The time is now for organizing, organizing with all of the strength that you have. People must pull together to abolish the death penalty. Save this brotha who has been on the front lines, from deathrow, on every issue of social justice that there is.

And I will be down (in the Bay) on Feb. 18. I’ll be in California, from the 18th to the 23rd. I’m coming down there for the brotha of the San Francisco 8 (Francisco Torres’) hearing. I’m coming down there for Brotha JR’s hearing, and I wish I could be in LA when they bring this murderous cop (who murdered) Oscar Grant there, but I’m going to be pushing for people to get there – everybody who can.

This death sentence that was handed out to this brotha; we can’t allow it, people. And I’m saying y’all have been an example to all of the people around the world of resistance (of what can be done) when people be consistent at what they do. Y’all have had something done here when y’all had that murderous monster arrested. It must continue. This dude must sit on deathrow. That is where he needs to sit with all of the other people. And let people fight to get his behind off of deathrow.

You know, it can’t be enough said: People must pull together. You must abolish the death penalty because it is wrong, all the way across the board. We must support JR and all of the brothas and sistas that was arrested. This is what Mumia is pushing for; this is what we’re pushing for.

When we come to California, we’ll be having more information about Mumia. The movement is moving real fast, so please while you are organizing for everything, tell people that they must get into the streets in order to save this brotha who has been on the front lines, from deathrow, on every issue of social justice that there is.

Email POCC Minister of Information JR, Bay View associate editor, at blockreportradio [at] gmail.com and visit http://www.blockreportradio.com &
http://freemumia.com

Friday, January 22, 2010

Seek First to Understand















by Brenda Lee



It’s important to understand why a loved one won’t have contact with you. Understand the group’s dynamics and how the group thinks as one mind. This means that you must research the group thoroughly and try to understand why your friend/relative wants to believe in this group’s mission/utopia/idealistic endeavor. What are the payoffs/downsides? What vulnerabilities does the group manifest? What doubt is your loved one secretly fostering—is he/she tired of the endless and non-climactic routine, the eternal carrot, the hypocrisy, the financial outlay, the disassociation from loved ones?

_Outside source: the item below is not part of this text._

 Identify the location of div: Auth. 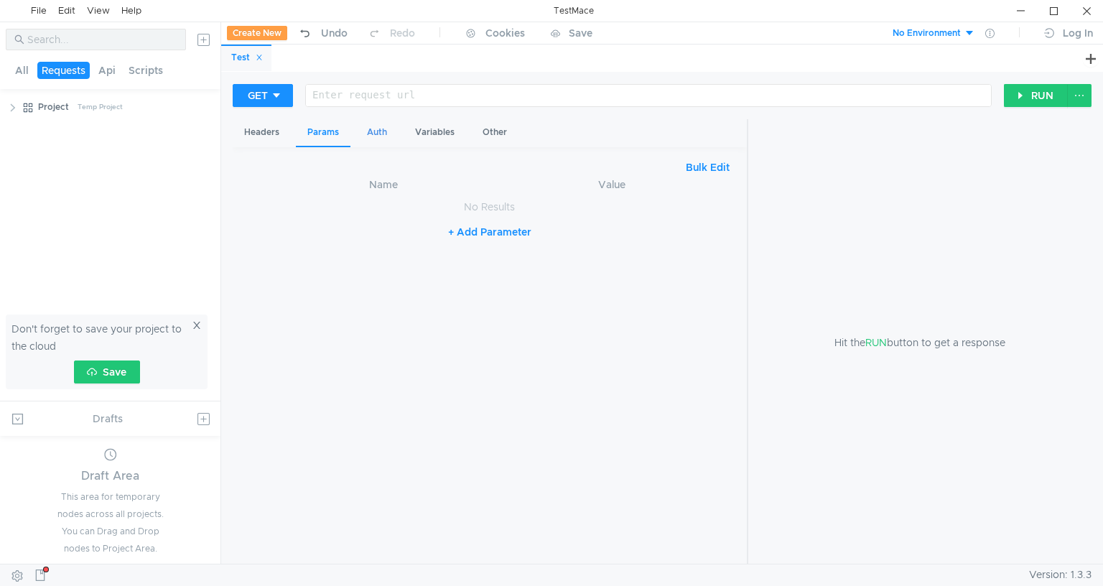
(377, 132).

There is a common component in all relationships which Dr. Stephen R. Covey, cites as a good habit #5 in his book, The 7 Habits of Highly Effective People. It is: Seek First to Understand , Then to be Understood. Seeking first to understand can pay huge dividends in all relationships.

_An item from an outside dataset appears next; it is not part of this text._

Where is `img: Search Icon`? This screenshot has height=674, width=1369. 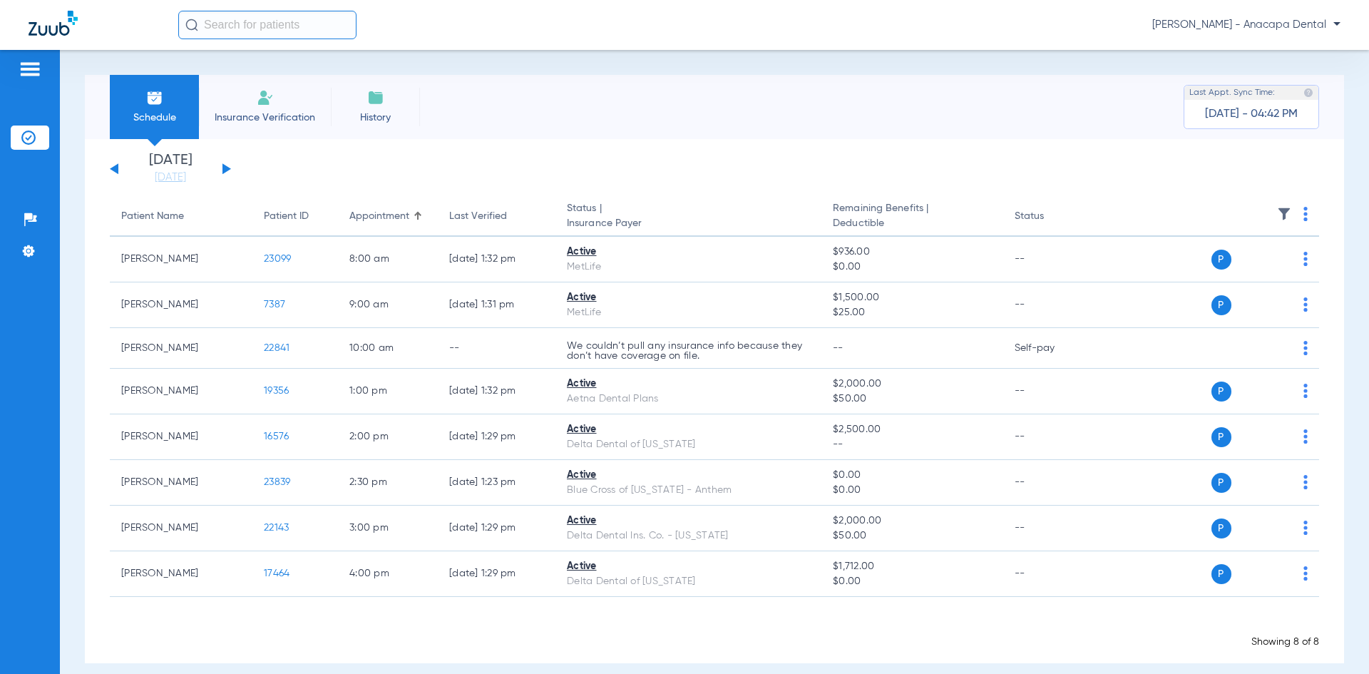 img: Search Icon is located at coordinates (192, 25).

A caution, however, based upon my own personal observations: While you are researching your loved one’s high-control group, be careful that they do not indoctrinate you! Keep yourself grounded by reading books about thought/mind control and having your own support network. Remember that most people fall prey to cults because of some emotional need that isn’t being fulfilled. Think about it—what stronger emotional need do you have right now than to have your loved one back in your arms? Are you vulnerable at this time? You bet you are!

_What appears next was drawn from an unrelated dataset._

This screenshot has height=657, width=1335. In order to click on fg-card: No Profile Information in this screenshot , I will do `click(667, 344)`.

Lee is a regular bullet columnist who has appeared as a regular on the TV documentary The Secret Lives of Women "Cults" segments. She has written several pieces in our starting rotation but her first essay for the bullet was on Mothers Day "An Author's Reflection on Mothers Day..." She overcame her mother's (mis)using religion like a scalpel in a power-mad effort to break her will, only to write a powerful book of revelation and triumph.